The first study to demonstrate how English literature continued to engage with crusading from medieval romances right through to Shakespeare.Hinweis: Dieser Artikel kann nur an eine deutsche Lieferadresse ausgeliefert werden.
Lee Manion is Assistant Professor of English at the University of Missouri, Columbia. He is author of 'The Loss of the Holy Land and Sir Isumbras: Literary Contributions to Fourteenth-Century Crusade Discourse', Speculum 85.1 (2010) and 'Sovereign Recognition: Contesting Political Claims in the Alliterative Morte Arthure and The Awntyrs off Arthure', Law and Sovereignty in the Middle Ages and the Renaissance, edited by Robert S. Sturges (2011).
Inhaltsangabe
Introduction 1. An anti-national Richard Cur de Lion: associational forms and the English crusading romance 2. Sir Isumbras's '[p]rivy' recovery: individual crusading in the fourteenth century 3. Fictions of recovery in later English crusading romances: Octavian and The Sowdone of Babylone 4. Re-figuring Catholic and Turk: early modern literatures of crusading and the end of the crusading romance Conclusion Bibliography.

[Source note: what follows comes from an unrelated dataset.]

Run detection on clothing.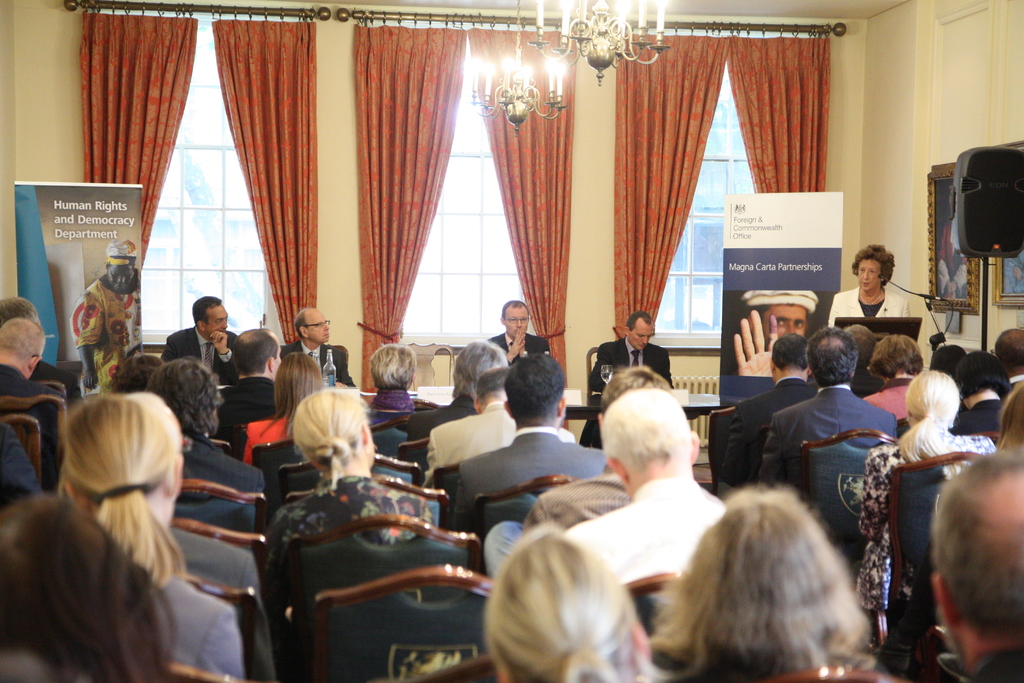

Introduction 1. An anti-national Richard Cur de Lion: associational forms and the English crusading romance 2. Sir Isumbras's '[p]rivy' recovery: individual crusading in the fourteenth century 3. Fictions of recovery in later English crusading romances: Octavian and The Sowdone of Babylone 4. Re-figuring Catholic and Turk: early modern literatures of crusading and the end of the crusading romance Conclusion Bibliography.